Manjit Dulay was prosecuted alongside former firefighter Martin Ballard over the failings at a development he owned in Leicester, which put ‘dozens of tenants’ lives at risk’.

Leicester Mercury reported on the prosecutions of both Mr Dulay and Mr Ballard over the issues at St Clement’s Court in Leicester, which Mr Dulay owns and which contains over 70 flats.

In 2014, Leicestershire Fire and Rescue Service (LFRS) found – after repeated inspections – a range of ‘urgent improvements’ that he needed to make in order to ‘raise fire safety standards’ across the site.

Issues discovered included a ‘non-functioning’ fire alarm system, ‘useless’ smoke detectors, ‘unsuitable’ fire escape routes and a ‘broken emergency air venting system’.

Mr Dulay failed to ‘do all the work required’, so LFRS issued him with an enforcement notice in April 2016, but a ‘more thorough’ assessment by LFRS in 2017 found both ‘recurring problems and new ones’, including that ‘not a single smoke detector in the corridors was functioning’.

LFRS, ‘not wanting to force people out of their homes’, fitted new detectors themselves at the time, and that year Mr Dulay ‘finally’ hired an online company to undertake a fire risk assessment, paying them £400.

However, he ‘never informed them of the enforcement notice or the scale of problems’, and the company sent Mr Bullard – a retired LFRS firefighter – to undertake the assessment.

Mr Bullard was ‘unqualified for the job’, and as such his work on the assessment was ‘so poor’ that he ended up being prosecuted alongside Mr Dulay, who had spent money on ‘illegally’ building two penthouses on the blocks ‘without planning permission’, and yet ‘failed to do the work required to meet fire safety requirements’.

After growing concerns from residents, Mr Dulay was prosecuted at Leicester Crown Court alongside Mr Bullard, pleading guilty to six counts of ‘risking people’s death or injury’ by breaching fire safety regulations, as well as ‘failing to surrender to bail’ in February this year, having ‘absconded for 130 days’ and then missed a later appointment ‘to sign in at a police station’. He was fined £80,000, given a 12 month prison sentence suspended for 24 months, and ordered to pay £66,418 in costs.

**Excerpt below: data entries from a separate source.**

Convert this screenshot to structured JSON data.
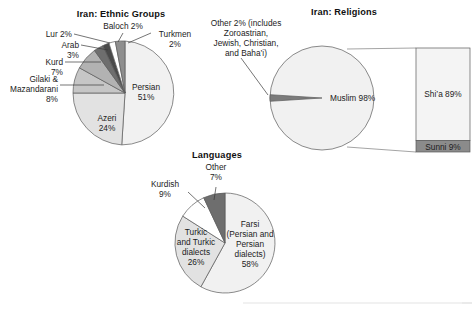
{
  "figure": {
    "background": "#ffffff",
    "stroke_color": "#5a5a5a",
    "text_color": "#1c1c1c"
  },
  "charts": [
    {
      "id": "ethnic-groups",
      "type": "pie",
      "title": "Iran: Ethnic Groups",
      "center": [
        125,
        93
      ],
      "radius": 52,
      "start_angle": -90,
      "categories": [
        "Persian",
        "Azeri",
        "Gilaki & Mazandarani",
        "Kurd",
        "Arab",
        "Lur",
        "Baloch",
        "Turkmen"
      ],
      "values": [
        51,
        24,
        8,
        7,
        3,
        2,
        2,
        2
      ],
      "colors": [
        "#f1f1f1",
        "#e2e2e2",
        "#c6c6c6",
        "#b2b2b2",
        "#6e6e6e",
        "#4a4a4a",
        "#ffffff",
        "#8e8e8e"
      ],
      "labels": [
        {
          "text_lines": [
            "Persian",
            "51%"
          ],
          "placement": "inside",
          "x": 146,
          "y": 90
        },
        {
          "text_lines": [
            "Azeri",
            "24%"
          ],
          "placement": "inside",
          "x": 107,
          "y": 121
        },
        {
          "text_lines": [
            "Gilaki &",
            "Mazandarani",
            "8%"
          ],
          "placement": "outside",
          "x": 58,
          "y": 88,
          "anchor": "end"
        },
        {
          "text_lines": [
            "Kurd",
            "7%"
          ],
          "placement": "outside",
          "x": 62,
          "y": 66,
          "anchor": "end"
        },
        {
          "text_lines": [
            "Arab",
            "3%"
          ],
          "placement": "outside",
          "x": 79,
          "y": 48,
          "anchor": "end"
        },
        {
          "text_lines": [
            "Lur 2%"
          ],
          "placement": "outside",
          "x": 72,
          "y": 37,
          "anchor": "end"
        },
        {
          "text_lines": [
            "Baloch 2%"
          ],
          "placement": "outside",
          "x": 123,
          "y": 29,
          "anchor": "middle"
        },
        {
          "text_lines": [
            "Turkmen",
            "2%"
          ],
          "placement": "outside",
          "x": 173,
          "y": 37,
          "anchor": "middle"
        }
      ]
    },
    {
      "id": "religions",
      "type": "pie",
      "title": "Iran: Religions",
      "center": [
        322,
        98
      ],
      "radius": 52,
      "categories": [
        "Muslim",
        "Other"
      ],
      "values": [
        98,
        2
      ],
      "colors": [
        "#f1f1f1",
        "#7b7b7b"
      ],
      "labels": [
        {
          "text_lines": [
            "Muslim 98%"
          ],
          "placement": "inside",
          "x": 330,
          "y": 100
        },
        {
          "text_lines": [
            "Other 2% (includes",
            "Zoroastrian,",
            "Jewish, Christian,",
            "and Baha’i)"
          ],
          "placement": "outside",
          "x": 246,
          "y": 29,
          "anchor": "middle"
        }
      ],
      "breakout": {
        "type": "bar",
        "x": 416,
        "y": 48,
        "width": 54,
        "height": 104,
        "segments": [
          {
            "label": "Shi’a 89%",
            "value": 89,
            "color": "#f4f4f4",
            "text_color": "#1c1c1c"
          },
          {
            "label": "Sunni 9%",
            "value": 9,
            "color": "#8b8b8b",
            "text_color": "#1c1c1c"
          }
        ]
      }
    },
    {
      "id": "languages",
      "type": "pie",
      "title": "Languages",
      "center": [
        225,
        243
      ],
      "radius": 50,
      "start_angle": -90,
      "categories": [
        "Farsi (Persian and Persian dialects)",
        "Turkic and Turkic dialects",
        "Kurdish",
        "Other"
      ],
      "values": [
        58,
        26,
        9,
        7
      ],
      "colors": [
        "#f1f1f1",
        "#e2e2e2",
        "#ffffff",
        "#6e6e6e"
      ],
      "labels": [
        {
          "text_lines": [
            "Farsi",
            "(Persian and",
            "Persian",
            "dialects)",
            "58%"
          ],
          "placement": "inside",
          "x": 248,
          "y": 229
        },
        {
          "text_lines": [
            "Turkic",
            "and Turkic",
            "dialects",
            "26%"
          ],
          "placement": "inside",
          "x": 198,
          "y": 238
        },
        {
          "text_lines": [
            "Kurdish",
            "9%"
          ],
          "placement": "outside",
          "x": 176,
          "y": 189,
          "anchor": "middle"
        },
        {
          "text_lines": [
            "Other",
            "7%"
          ],
          "placement": "outside",
          "x": 216,
          "y": 167,
          "anchor": "middle"
        }
      ]
    }
  ]
}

Mr Bullard meanwhile was charged with four counts of breaching regulations, and was fined £1,600 and ordered to pay £7,864 in costs. Prosecutor Bernard Thorogood stated: ‘This was a building on occasion without fire alarm protection, which was a very serious situation.

Fire safety failings “increased risk of death”

Each breach gave rise to the risk of death or serious injury. Fire is an indiscriminate killer. Fire and the products of combustion can spread very rapidly.’

He also noted that the building had a ‘serious lack’ of fire resistant barrier, doors that did not fit frames and other units that ‘should have been self-closing’ in a fire, adding: ‘A corridor can quickly become completely filled [with smoke] so that visibility is removed and a single breath can have terrible consequences.’

With 30 to 40 fires in residential blocks every day in the UK, he added, ‘insecure front doors and anti-social behaviour problems’ in the area around the block ‘made the risk of fire greater’.

Mr Thorogood noted in turn: ‘There were repeated attempts by the fire service to help him raise standards. It was his choice to ignore regulatory requirements in the hope they would go away.’

Defending Mr Dulay, Lawrence Henderson said that ‘he’s no businessman – he’s a builder. He has taken on far more than he could manage. He’s trying to keep up with what he’s created’. In response, Judge Robert Brown said: ‘You’re describing a multi-national being run like a corner shop. He’s completely out of his depth.’

He also told Mr Dulay that ‘you’re a builder, not a businessman’, and that ‘a radical new approach to compliance is now necessary’. Defending Mr Ballard, Olivia Beesley said that ‘he was simply out of his depth’, and that ‘it was beyond the training he had.

He knows he’s let down his profession by these offences’. Mr Thorogood concluded by noting that fire safety at the development was ‘much improved’, but still ‘not quite where it should be’.